Apple Is Sneaking More Ads Onto Your Phone

Apple Is Sneaking More Ads Onto Your Phone

Starting tomorrow, Apple will start showing more ads in its App Store, according to an email reviewed by MacRumors. The change is small, but it’s the latest chapter in a growing trend. After years of branding itself as the privacy company, Apple is gunning for the digital ad business — albeit one that’s a little bit more conservative with your personal data. People who own Apple products should expect more ads in more places in the near future.

Apple announced this latest offering to the Advertising Gods last July. You’ll find the ads in the Today tab, the first page you see when you open the App Store. The Today tab used to just feature Apple’s recommendations for cool apps, but now that extra attention is for sale.

“The prominence of this placement makes it a good option to drive awareness of your app,” the company said on a support page for its advertising clients.

Last year, the iPhone started asking whether or not you want your apps to track you. That setting is called App App Tracking Transparency (or ATT), and while it might seem relatively insignificant, it caused an absolute earthquake in the ads business. Meta, aka Facebook, says that change alone cost them an estimated $US10 ($14) billion dollars in lost revenue. And ATT hit one corner of the ad business in particular: ads for apps.

ATT stops apps from collecting an ID number which is used — among lots of other things — to figure out whether you installed an app after seeing an ad for it. Meta was one of the main companies helping app developers market their products, but ATT made that much harder to do. And now that Meta is shut out, Apple is more than happy to step in and sell you a place to advertise your app.

That’s not the only recent news about ads on Apple products. Apple executives are reportedly shopping around new ad space on the Apple TV streaming service, just as the price goes up. The company also seems to be building a team to steal small business advertisers away from Facebook and Instagram, according to two job postings uncovered by MarketWatch.

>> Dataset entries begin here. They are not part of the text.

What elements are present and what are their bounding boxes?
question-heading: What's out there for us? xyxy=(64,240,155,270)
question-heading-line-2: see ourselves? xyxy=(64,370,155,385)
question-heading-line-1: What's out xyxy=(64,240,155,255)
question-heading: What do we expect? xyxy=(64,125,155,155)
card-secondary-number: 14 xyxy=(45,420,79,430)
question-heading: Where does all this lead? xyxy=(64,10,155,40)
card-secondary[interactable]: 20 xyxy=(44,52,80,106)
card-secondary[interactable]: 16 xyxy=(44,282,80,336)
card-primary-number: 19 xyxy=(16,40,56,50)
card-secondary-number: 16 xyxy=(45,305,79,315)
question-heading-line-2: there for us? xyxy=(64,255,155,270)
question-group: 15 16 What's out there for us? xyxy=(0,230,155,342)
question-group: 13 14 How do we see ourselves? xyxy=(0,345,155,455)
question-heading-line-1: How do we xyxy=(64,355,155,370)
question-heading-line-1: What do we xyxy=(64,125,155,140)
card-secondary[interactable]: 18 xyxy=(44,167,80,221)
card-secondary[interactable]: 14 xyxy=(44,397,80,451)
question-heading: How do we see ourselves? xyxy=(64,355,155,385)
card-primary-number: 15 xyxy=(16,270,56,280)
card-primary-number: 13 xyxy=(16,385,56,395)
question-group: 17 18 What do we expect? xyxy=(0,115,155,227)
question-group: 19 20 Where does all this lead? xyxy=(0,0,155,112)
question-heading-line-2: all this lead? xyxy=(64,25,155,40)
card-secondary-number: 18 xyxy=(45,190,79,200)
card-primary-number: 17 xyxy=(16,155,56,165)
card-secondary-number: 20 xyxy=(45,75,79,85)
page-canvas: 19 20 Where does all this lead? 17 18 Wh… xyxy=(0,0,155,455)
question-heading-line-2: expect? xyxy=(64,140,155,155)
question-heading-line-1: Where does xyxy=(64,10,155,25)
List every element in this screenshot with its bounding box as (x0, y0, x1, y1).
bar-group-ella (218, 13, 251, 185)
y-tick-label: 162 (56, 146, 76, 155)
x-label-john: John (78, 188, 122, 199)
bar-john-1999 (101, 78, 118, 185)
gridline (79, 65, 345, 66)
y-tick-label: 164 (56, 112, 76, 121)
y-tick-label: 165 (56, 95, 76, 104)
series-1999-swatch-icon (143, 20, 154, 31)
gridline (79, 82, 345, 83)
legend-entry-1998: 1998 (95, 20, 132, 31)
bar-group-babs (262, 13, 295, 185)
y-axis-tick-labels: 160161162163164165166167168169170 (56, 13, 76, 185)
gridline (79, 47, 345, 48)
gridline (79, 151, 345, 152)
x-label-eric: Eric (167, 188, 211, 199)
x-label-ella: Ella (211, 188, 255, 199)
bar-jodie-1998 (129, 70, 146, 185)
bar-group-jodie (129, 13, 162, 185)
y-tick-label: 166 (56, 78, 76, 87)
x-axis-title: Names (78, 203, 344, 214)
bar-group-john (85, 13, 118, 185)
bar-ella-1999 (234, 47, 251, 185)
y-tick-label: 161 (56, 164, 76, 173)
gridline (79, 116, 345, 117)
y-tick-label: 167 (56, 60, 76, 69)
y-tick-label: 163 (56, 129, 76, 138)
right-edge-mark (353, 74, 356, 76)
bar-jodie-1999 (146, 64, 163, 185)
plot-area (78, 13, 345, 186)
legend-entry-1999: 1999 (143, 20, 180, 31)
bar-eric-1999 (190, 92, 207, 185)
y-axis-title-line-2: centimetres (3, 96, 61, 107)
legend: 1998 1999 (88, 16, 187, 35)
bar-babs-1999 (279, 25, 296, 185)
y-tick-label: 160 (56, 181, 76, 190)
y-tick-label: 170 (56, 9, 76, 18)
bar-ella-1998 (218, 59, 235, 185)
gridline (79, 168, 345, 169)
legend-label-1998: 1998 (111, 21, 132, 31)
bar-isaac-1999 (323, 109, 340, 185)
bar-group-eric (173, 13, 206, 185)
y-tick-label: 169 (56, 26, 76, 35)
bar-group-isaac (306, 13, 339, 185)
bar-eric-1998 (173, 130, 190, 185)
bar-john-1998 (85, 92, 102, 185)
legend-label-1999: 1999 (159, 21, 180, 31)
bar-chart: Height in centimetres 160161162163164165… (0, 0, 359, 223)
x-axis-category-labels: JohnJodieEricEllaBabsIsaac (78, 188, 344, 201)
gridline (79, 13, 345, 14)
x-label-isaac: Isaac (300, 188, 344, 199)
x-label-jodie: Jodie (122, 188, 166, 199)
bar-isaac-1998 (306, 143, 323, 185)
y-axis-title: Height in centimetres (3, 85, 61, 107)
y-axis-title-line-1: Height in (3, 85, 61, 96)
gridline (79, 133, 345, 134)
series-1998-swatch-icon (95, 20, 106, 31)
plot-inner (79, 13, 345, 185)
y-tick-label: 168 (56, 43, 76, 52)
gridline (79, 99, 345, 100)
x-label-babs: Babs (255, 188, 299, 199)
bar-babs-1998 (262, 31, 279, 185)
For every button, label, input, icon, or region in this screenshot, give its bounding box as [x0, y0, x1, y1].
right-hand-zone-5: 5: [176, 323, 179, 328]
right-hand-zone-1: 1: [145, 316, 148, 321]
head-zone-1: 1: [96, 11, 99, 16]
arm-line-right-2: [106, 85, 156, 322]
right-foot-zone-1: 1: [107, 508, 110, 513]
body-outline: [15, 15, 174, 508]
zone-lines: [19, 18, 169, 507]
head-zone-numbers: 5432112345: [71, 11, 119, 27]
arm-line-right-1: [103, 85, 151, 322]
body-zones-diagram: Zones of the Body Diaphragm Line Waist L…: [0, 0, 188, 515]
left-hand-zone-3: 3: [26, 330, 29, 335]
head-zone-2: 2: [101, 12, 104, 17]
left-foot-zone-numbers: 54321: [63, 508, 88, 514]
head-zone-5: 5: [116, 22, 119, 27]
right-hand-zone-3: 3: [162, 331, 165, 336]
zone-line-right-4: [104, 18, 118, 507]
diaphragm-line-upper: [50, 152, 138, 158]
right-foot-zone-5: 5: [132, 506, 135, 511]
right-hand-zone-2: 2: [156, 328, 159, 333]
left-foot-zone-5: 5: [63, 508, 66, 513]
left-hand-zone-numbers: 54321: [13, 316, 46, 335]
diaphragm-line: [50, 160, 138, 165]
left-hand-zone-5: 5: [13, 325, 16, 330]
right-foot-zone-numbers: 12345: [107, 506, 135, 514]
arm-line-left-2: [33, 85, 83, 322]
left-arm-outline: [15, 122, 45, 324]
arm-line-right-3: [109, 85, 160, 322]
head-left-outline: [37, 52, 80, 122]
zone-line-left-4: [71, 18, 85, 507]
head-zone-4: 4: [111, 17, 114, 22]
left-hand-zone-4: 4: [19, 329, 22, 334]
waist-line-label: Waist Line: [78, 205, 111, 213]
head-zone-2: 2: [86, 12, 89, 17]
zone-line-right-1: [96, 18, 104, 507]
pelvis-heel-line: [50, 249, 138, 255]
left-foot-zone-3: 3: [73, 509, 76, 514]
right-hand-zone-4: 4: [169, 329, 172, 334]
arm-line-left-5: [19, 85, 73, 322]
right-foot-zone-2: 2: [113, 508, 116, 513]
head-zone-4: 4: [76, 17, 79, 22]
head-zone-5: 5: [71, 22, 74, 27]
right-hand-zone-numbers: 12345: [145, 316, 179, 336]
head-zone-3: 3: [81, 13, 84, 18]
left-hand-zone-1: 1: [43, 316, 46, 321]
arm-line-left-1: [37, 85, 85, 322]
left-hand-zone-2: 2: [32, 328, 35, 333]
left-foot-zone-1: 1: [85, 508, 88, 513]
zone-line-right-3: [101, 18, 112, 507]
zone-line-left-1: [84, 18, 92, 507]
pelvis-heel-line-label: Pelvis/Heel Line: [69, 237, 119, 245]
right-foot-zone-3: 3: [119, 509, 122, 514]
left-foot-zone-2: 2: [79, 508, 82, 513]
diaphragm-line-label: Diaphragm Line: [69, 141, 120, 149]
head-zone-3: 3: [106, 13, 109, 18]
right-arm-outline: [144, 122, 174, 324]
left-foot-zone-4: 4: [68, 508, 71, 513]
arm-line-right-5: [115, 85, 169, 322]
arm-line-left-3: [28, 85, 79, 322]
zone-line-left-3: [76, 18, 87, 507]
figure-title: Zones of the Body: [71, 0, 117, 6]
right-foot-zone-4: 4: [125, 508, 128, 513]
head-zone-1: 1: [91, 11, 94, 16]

Industry insiders say this is all part of a long game Apple is playing to kneecap its Silicon Valley competitors and capture a chunk of the $US500 ($694) billion online ad business. (Apple declined to comment for this story.)

The App Store isn’t the only place that Apple is going to be running ads to monetise your attention. The company has been characteristically tight-lipped about its plans, but there are more ads on the horizon.

Ironically, those ads are almost certainly going to come with more surveillance. Apple goes out of its way to collect data in a slightly less intrusive way than some other companies, but the data collection is happening. Apple likes to say that “what happens on your iPhone stays on your iPhone.” It might stay there, but Apple’s still in control of it.